‘This is a true story that happened in my town…’

The hype around Weapons has been impossible to ignore. Not only is this writer-director Zach Cregger’s long awaited follow up to the 2022 smash hit Barbarian, the buzz around the film also reached fever pitch because of the unprecedented bidding war that took place for the rights to Cregger’s screenplay. Pretty much every major studio tried to buy the rights including Netflix, Warner Brothers and Universal with the latter eventually sealing the deal for a whopping $38 million. Jordan Peele was so incensed that his production company Monkeypaw Productions lost out that he sacked longtime managers Joel Zadak and Peter Principato. This film is a big deal is what I’m saying. Surely, it couldn’t live up to the hype? You know what? I think it kinda does…
Weapons begins with an unnamed narrator (Scarlett Sher) solemnly relaying that two years earlier, in her hometown of Maybrook, Pennsylvania, a class full of children vanished. The children simultaneously awoke at 2:17am (a possible reference to the haunted hotel room in The Shining), left their beds, and ran off into the night, never to be seen again. Their teacher, Justine Gandy (Julia Garner) and a sole child (Cary Christopher), are the only ones left behind.
Cregger presents us with this mystery and then gradually solves it through the narrative lens of several key characters that all then intersect at the end. We begin with Justine, but then the narrative switches to a grieving father (Josh Brolin), a troubled police officer (Alden Ehrenreich), the school’s headteacher (Benedict Wong) and the only kid not missing. There is possibly an arugment that Cregger could perhaps have left a little bit of mystery intact, but the execution is so effective that it’s hard to argue with the end result.
As with Barbarian, Cregger provides a heady mix of extreme violence, laugh-out-loud comedy and beautiful cinematography. In lesser hands, the tonal whiplash would dull the impact of the scarier moments, but Weapons finds the perfect balance between horror and obsidian humour, helped along by some stunning performances – particularly from Garner and Brolin. The latter is truly excellent and it’s hard not to think that Pedro Pascal leaving the film due to scheduling issues caused by the writer’s strike was actually a blessing in disguise. I can’t imagine him being as intimidating and vulnerable as Brolin is here.
Weapons is the kind of film that demands multiple viewings. It contains multitudes. It’s layered and nuanced and troubling and it boasts loads of disparate elements all competing to be heard. This film and Barbarian have marked Cregger out as the next great horror auteur on the conveyor belt. I can’t wait to see what he does next.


* **Assigned task**
Write out every entry once more, character for character.

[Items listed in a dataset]
┌──

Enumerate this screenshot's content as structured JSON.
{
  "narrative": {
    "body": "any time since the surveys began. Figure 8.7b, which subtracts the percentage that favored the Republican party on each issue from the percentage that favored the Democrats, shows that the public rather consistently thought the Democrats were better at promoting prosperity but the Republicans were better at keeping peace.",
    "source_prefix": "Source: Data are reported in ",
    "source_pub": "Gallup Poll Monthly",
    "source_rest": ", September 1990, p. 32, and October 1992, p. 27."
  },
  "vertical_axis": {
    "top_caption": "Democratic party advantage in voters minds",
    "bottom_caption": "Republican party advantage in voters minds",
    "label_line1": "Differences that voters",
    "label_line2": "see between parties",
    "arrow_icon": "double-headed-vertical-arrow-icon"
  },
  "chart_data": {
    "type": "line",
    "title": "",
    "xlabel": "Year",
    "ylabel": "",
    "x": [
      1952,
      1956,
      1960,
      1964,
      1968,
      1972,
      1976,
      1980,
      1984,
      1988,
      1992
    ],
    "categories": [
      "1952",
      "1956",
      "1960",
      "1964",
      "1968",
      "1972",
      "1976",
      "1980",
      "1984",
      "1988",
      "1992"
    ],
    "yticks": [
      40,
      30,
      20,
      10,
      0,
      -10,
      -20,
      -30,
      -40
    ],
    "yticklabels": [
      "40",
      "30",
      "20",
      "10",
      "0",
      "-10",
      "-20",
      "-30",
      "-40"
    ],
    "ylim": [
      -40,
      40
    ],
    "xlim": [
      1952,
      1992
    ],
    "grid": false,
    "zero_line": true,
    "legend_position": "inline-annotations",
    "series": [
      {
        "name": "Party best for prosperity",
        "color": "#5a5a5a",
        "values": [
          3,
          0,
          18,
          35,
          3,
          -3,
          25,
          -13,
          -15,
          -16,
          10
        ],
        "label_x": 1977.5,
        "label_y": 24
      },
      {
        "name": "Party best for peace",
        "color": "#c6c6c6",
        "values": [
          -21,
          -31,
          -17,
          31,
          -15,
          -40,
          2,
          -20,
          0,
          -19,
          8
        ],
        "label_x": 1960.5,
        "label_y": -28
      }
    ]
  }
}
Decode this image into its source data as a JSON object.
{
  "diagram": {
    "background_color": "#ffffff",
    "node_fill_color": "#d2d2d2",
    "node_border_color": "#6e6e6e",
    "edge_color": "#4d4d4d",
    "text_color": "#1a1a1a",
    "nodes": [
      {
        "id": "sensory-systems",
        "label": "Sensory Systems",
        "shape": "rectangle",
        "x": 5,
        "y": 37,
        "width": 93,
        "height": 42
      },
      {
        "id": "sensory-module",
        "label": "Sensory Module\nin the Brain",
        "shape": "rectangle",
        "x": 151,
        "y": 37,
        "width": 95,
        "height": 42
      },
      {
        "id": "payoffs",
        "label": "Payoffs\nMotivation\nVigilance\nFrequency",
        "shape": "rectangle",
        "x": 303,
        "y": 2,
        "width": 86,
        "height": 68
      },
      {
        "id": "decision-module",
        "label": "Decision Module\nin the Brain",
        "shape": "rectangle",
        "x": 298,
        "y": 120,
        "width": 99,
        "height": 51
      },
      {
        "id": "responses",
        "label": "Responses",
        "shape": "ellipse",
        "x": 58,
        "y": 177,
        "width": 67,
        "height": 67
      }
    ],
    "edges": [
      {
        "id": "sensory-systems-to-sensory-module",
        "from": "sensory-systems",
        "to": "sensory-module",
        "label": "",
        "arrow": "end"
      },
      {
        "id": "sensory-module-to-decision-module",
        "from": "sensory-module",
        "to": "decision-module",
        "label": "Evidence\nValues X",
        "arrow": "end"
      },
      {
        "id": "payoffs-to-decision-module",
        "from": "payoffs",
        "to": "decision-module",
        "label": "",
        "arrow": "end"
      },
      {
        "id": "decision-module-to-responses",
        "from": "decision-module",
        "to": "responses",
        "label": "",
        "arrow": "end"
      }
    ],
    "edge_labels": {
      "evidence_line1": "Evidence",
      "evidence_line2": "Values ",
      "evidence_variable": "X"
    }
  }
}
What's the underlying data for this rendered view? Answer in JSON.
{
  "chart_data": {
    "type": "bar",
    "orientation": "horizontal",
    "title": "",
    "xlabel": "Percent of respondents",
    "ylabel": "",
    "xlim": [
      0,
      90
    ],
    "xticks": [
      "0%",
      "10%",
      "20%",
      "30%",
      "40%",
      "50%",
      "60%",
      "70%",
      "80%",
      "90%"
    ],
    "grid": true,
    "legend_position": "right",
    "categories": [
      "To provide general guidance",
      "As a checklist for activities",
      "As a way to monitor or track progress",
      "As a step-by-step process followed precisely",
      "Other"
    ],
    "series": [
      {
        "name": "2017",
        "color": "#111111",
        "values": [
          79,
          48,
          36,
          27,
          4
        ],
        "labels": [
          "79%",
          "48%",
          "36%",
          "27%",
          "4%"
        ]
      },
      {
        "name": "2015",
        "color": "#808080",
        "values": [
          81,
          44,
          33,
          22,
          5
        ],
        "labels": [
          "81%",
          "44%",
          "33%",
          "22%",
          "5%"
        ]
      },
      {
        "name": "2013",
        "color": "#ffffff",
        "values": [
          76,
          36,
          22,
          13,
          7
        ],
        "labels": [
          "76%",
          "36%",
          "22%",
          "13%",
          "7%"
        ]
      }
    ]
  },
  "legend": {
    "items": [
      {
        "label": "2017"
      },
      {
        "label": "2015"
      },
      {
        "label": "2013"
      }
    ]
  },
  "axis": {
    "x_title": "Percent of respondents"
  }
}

└──

* **Solution for this problem**
Enumerate this screenshot's content as structured JSON.
{
  "narrative": {
    "body": "any time since the surveys began. Figure 8.7b, which subtracts the percentage that favored the Republican party on each issue from the percentage that favored the Democrats, shows that the public rather consistently thought the Democrats were better at promoting prosperity but the Republicans were better at keeping peace.",
    "source_prefix": "Source: Data are reported in ",
    "source_pub": "Gallup Poll Monthly",
    "source_rest": ", September 1990, p. 32, and October 1992, p. 27."
  },
  "vertical_axis": {
    "top_caption": "Democratic party advantage in voters minds",
    "bottom_caption": "Republican party advantage in voters minds",
    "label_line1": "Differences that voters",
    "label_line2": "see between parties",
    "arrow_icon": "double-headed-vertical-arrow-icon"
  },
  "chart_data": {
    "type": "line",
    "title": "",
    "xlabel": "Year",
    "ylabel": "",
    "x": [
      1952,
      1956,
      1960,
      1964,
      1968,
      1972,
      1976,
      1980,
      1984,
      1988,
      1992
    ],
    "categories": [
      "1952",
      "1956",
      "1960",
      "1964",
      "1968",
      "1972",
      "1976",
      "1980",
      "1984",
      "1988",
      "1992"
    ],
    "yticks": [
      40,
      30,
      20,
      10,
      0,
      -10,
      -20,
      -30,
      -40
    ],
    "yticklabels": [
      "40",
      "30",
      "20",
      "10",
      "0",
      "-10",
      "-20",
      "-30",
      "-40"
    ],
    "ylim": [
      -40,
      40
    ],
    "xlim": [
      1952,
      1992
    ],
    "grid": false,
    "zero_line": true,
    "legend_position": "inline-annotations",
    "series": [
      {
        "name": "Party best for prosperity",
        "color": "#5a5a5a",
        "values": [
          3,
          0,
          18,
          35,
          3,
          -3,
          25,
          -13,
          -15,
          -16,
          10
        ],
        "label_x": 1977.5,
        "label_y": 24
      },
      {
        "name": "Party best for peace",
        "color": "#c6c6c6",
        "values": [
          -21,
          -31,
          -17,
          31,
          -15,
          -40,
          2,
          -20,
          0,
          -19,
          8
        ],
        "label_x": 1960.5,
        "label_y": -28
      }
    ]
  }
}
Decode this image into its source data as a JSON object.
{
  "diagram": {
    "background_color": "#ffffff",
    "node_fill_color": "#d2d2d2",
    "node_border_color": "#6e6e6e",
    "edge_color": "#4d4d4d",
    "text_color": "#1a1a1a",
    "nodes": [
      {
        "id": "sensory-systems",
        "label": "Sensory Systems",
        "shape": "rectangle",
        "x": 5,
        "y": 37,
        "width": 93,
        "height": 42
      },
      {
        "id": "sensory-module",
        "label": "Sensory Module\nin the Brain",
        "shape": "rectangle",
        "x": 151,
        "y": 37,
        "width": 95,
        "height": 42
      },
      {
        "id": "payoffs",
        "label": "Payoffs\nMotivation\nVigilance\nFrequency",
        "shape": "rectangle",
        "x": 303,
        "y": 2,
        "width": 86,
        "height": 68
      },
      {
        "id": "decision-module",
        "label": "Decision Module\nin the Brain",
        "shape": "rectangle",
        "x": 298,
        "y": 120,
        "width": 99,
        "height": 51
      },
      {
        "id": "responses",
        "label": "Responses",
        "shape": "ellipse",
        "x": 58,
        "y": 177,
        "width": 67,
        "height": 67
      }
    ],
    "edges": [
      {
        "id": "sensory-systems-to-sensory-module",
        "from": "sensory-systems",
        "to": "sensory-module",
        "label": "",
        "arrow": "end"
      },
      {
        "id": "sensory-module-to-decision-module",
        "from": "sensory-module",
        "to": "decision-module",
        "label": "Evidence\nValues X",
        "arrow": "end"
      },
      {
        "id": "payoffs-to-decision-module",
        "from": "payoffs",
        "to": "decision-module",
        "label": "",
        "arrow": "end"
      },
      {
        "id": "decision-module-to-responses",
        "from": "decision-module",
        "to": "responses",
        "label": "",
        "arrow": "end"
      }
    ],
    "edge_labels": {
      "evidence_line1": "Evidence",
      "evidence_line2": "Values ",
      "evidence_variable": "X"
    }
  }
}
What's the underlying data for this rendered view? Answer in JSON.
{
  "chart_data": {
    "type": "bar",
    "orientation": "horizontal",
    "title": "",
    "xlabel": "Percent of respondents",
    "ylabel": "",
    "xlim": [
      0,
      90
    ],
    "xticks": [
      "0%",
      "10%",
      "20%",
      "30%",
      "40%",
      "50%",
      "60%",
      "70%",
      "80%",
      "90%"
    ],
    "grid": true,
    "legend_position": "right",
    "categories": [
      "To provide general guidance",
      "As a checklist for activities",
      "As a way to monitor or track progress",
      "As a step-by-step process followed precisely",
      "Other"
    ],
    "series": [
      {
        "name": "2017",
        "color": "#111111",
        "values": [
          79,
          48,
          36,
          27,
          4
        ],
        "labels": [
          "79%",
          "48%",
          "36%",
          "27%",
          "4%"
        ]
      },
      {
        "name": "2015",
        "color": "#808080",
        "values": [
          81,
          44,
          33,
          22,
          5
        ],
        "labels": [
          "81%",
          "44%",
          "33%",
          "22%",
          "5%"
        ]
      },
      {
        "name": "2013",
        "color": "#ffffff",
        "values": [
          76,
          36,
          22,
          13,
          7
        ],
        "labels": [
          "76%",
          "36%",
          "22%",
          "13%",
          "7%"
        ]
      }
    ]
  },
  "legend": {
    "items": [
      {
        "label": "2017"
      },
      {
        "label": "2015"
      },
      {
        "label": "2013"
      }
    ]
  },
  "axis": {
    "x_title": "Percent of respondents"
  }
}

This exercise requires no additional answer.